Federal Manager's Daily Report

Federal agencies that still maintain their own operations for printing that need not be done internally would be better off relying on GPO for their needs, that agency’s director, Davita Vance-Cooks, said at a House Administration Committee hearing.

“We have long advocated that where federal agency printing is required, our partnership with the private sector printing industry is the most cost-effective way of producing it. Multiple studies have shown that it is more cost-effective for agencies and the taxpayer to contract out for printing that it deemed to be procurable (i.e., printing not immediately required for agency use or otherwise not sensitive or classified) than it is to produce in agency printing plants,” she said.

She pointed to a 2013 GAO report that identified some 80 printing plants still in operation government-wide, saying that “additional savings for taxpayers could occur if the work these plants are producing is transferred instead to GPO’s partnership with the private sector printing and information product industry.”

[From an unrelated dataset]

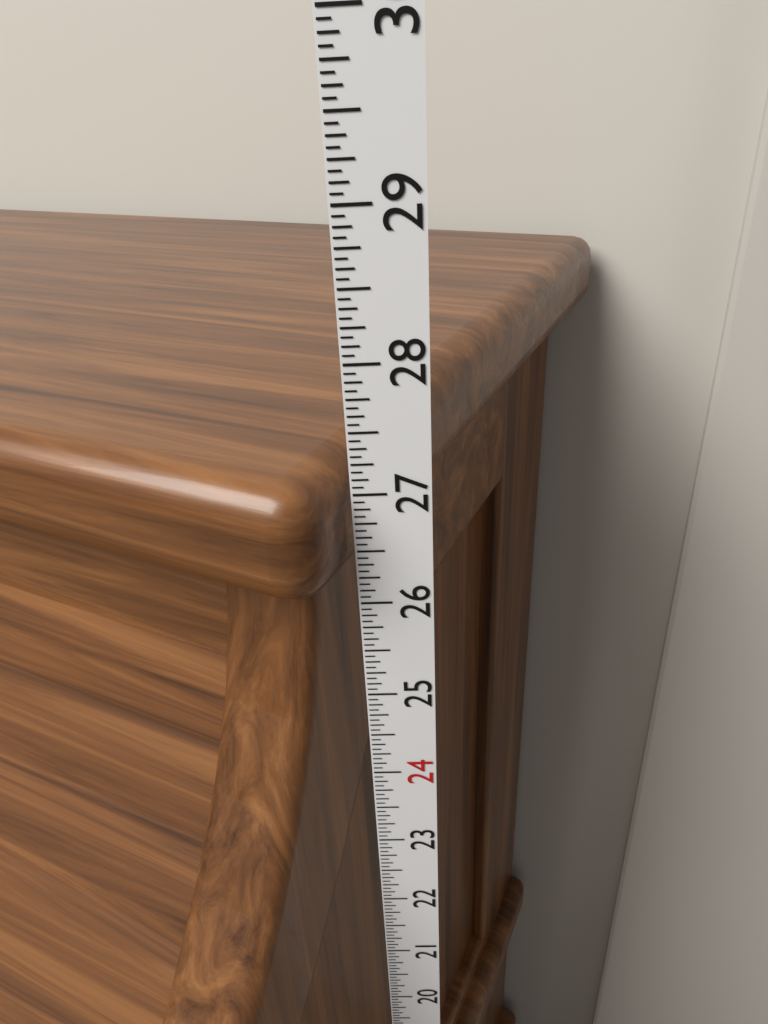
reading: 27.2500 in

Cybersecurity is another main issue for GPO, she said, since it faces the same issue as other agencies “in terms of determined and advanced capability threat actors, from a variety of sources such as nation states, cybercriminal elements, hacktivists, and others, who are constantly evolving their tactics and methods in attempts to gain unauthorized access to and/or disrupt our IT operations. This results in the constant need to invest in the latest preventative and detective technologies and to continually invest in training and competent personnel to operate and manage these technologies and processes.”